On Coming to God

“Eternal God, in whom mercy is endless and the treasury of compassion — inexhaustible, look kindly upon us and increase Your mercy in us, that in difficult moments we might not despair nor become despondent, but with great confidence submit ourselves to Your holy will, which is Love and Mercy itself.”


So closes the Divine Mercy chaplet, which is a form of recited prayer my mother taught me. The last line struck me in particular—“Your holy will, which is Love and Mercy itself.” Anyone who prays the Our Father –or, indeed, pays attention in church—is rather well-versed in the idea of God’s will and letting it reign in our lives, but for me, this doctrine sometimes lapses into trope, easy to espouse but frustratingly difficult to implement.

What does God’s will mean? And what does it mean to come to him in our difficult moments?

I firmly believe it does not mean God will “solve our problems” in the way we want Him to. In fact, sometimes He rather obligingly makes them worse. But I have come to realize that a relationship with God means not changing the circumstances around you, but changing you. With God, the dust clouding my vision is cleared; with God, the rust and jadedness crusted on my heart falls away.

Coming to God is something my parish priest has often talked to me about, both in homilies and in our choir recollection. The idea of God as a lover seems rather uncomfortable, perhaps even heretic, but isn’t it God who first and foremost showed us the way of love? Isn’t it God to whom we must aspire in our human relationships of love? And when we bring our human ideas of love to God rather than the other way round, things get a little revelatory. “If your boyfriend didn’t like you saying the word ‘cucumber’, wouldn’t you think of him every time you said it? Wouldn’t you eventually stop saying it, because you don’t want to hurt his feelings?” my priest asked. In the same way, if God is the way, the truth, and the life, if God is our first starting point in love, shouldn’t we think of Him every time we sin? Every time we get tempted?

We don’t think twice about rushing to be with the person we love. We shouldn’t think twice about rushing to be with God, to spend time with Him.

But spending time with Him doesn’t have to mean spending the whole day closeted in fervent prayer. I have come to realize that you can live your life as a prayer, too. You can glorify the Lord with your life, and you can do this by clearing your heart, so that through you, others see Him (thank you, C. S. Lewis, for your words which I have appropriated and paraphrased).

I once read an enlightening article about what God gives when He takes away. It cohered in the most magical way with our topic of discussion during choir recollection: amongst which, the idea that loss reveals what we rely on, and prayer reveals that we should rely on God. It is a lesson I am still learning every single day, how to bring my daily gifts to God, and so lose nothing when He takes some away.

“Let us be confident in approaching the throne of grace,” writes St. Paul (or Barnabas; the author is disputed) in his letter to the Hebrews (at 4:16). (Please try to believe me when I say I’m not being self-indulgent in including that quotation.) Love is about being unafraid to come to each other with your sins, forgiving, working through them, and working them away. So should our love with God. After all, it was He –through Jesus—who came as a man to experience the temptation of men, who could have said no to God’s will but did it anyway—who demonstrated most strongly the power of yes. So did His human mother—Mother Mary, who at many points in her life (not just at the conception of Jesus—take, for example, when Jesus got lost at the temple; or more obviously, when Jesus died on the cross) was asked to accept God’s hand in her life, and acceded with sheer faith.

It is normal to feel unsure about doing God’s will. Is my human choice dictated by God? Is this the hand of God in my life?

Sometimes, we are called to say yes without asking; more often, when we come to God as His children with our many questions about how and what and why, we are asked to spend time with Him in order to understand. As we spend more time with Him, His peace fills our heart. Everything in His time; everything, in His way.

God is Love; God is Mercy. Let us be unafraid, then, to come to the one who was there first, who went before us and who understands our human hearts wholly and lovingly. Let us be unafraid to love God, to love others, and to love ourselves.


TASK: Below, locate the line that contains "Guide me to". Repeat exactly from that line to the line that contains "Given a 1024px×683px", inclusive, leaving out the pictures.

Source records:

>>>

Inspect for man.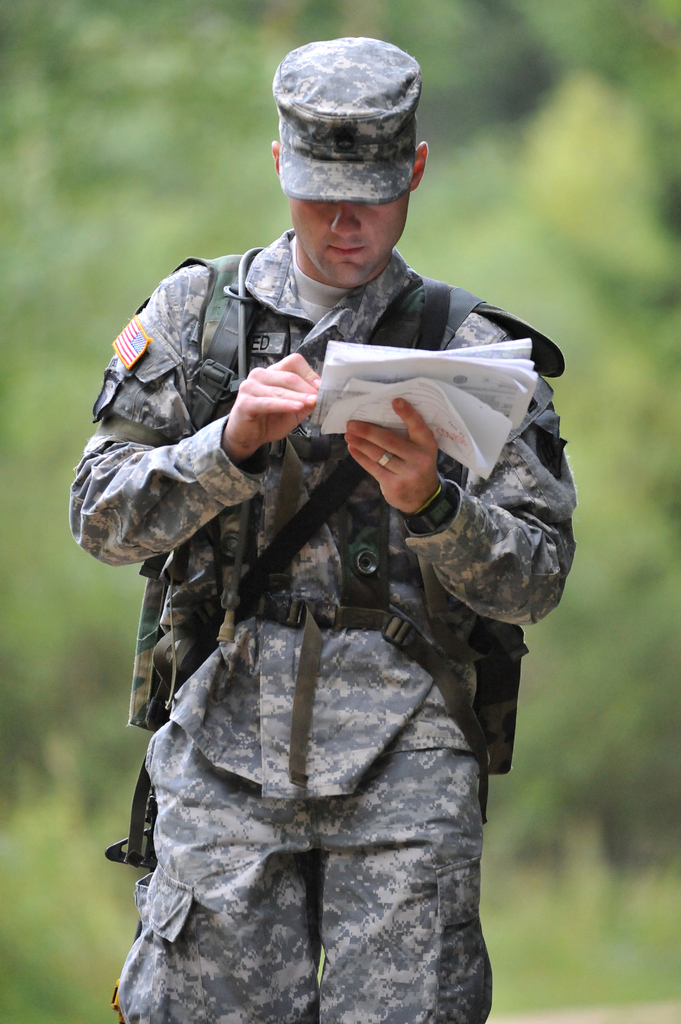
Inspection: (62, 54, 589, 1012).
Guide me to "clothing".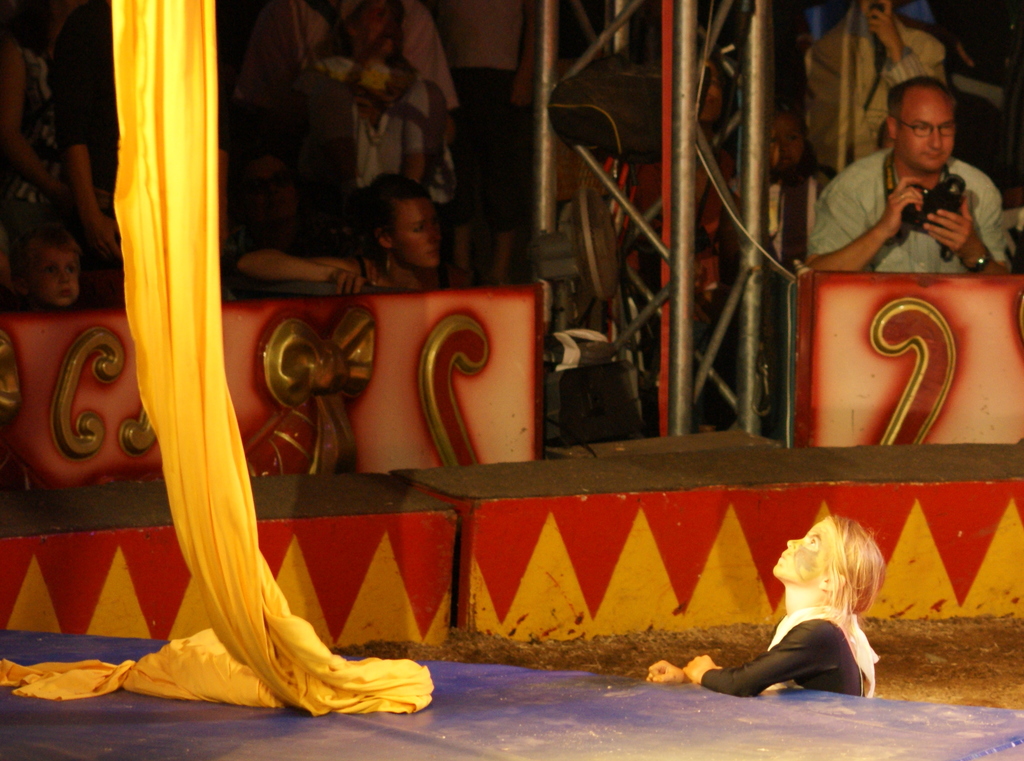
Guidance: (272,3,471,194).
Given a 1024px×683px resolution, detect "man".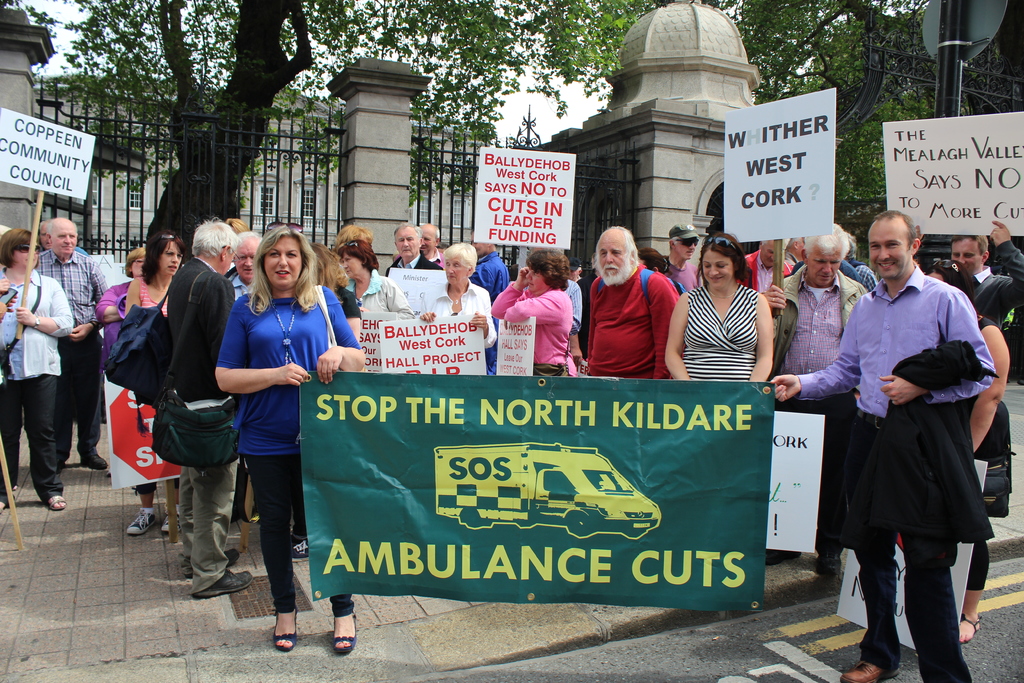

<<<
>>>

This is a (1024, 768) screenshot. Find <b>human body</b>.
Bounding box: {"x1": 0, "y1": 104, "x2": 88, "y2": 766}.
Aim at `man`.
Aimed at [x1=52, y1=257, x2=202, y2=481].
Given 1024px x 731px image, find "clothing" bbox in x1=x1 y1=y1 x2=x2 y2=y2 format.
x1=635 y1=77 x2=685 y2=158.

<<<

TASK RESULT:
Guide me to "clothing".
Guidance: (272,3,471,194).
Given a 1024px×683px resolution, detect "man".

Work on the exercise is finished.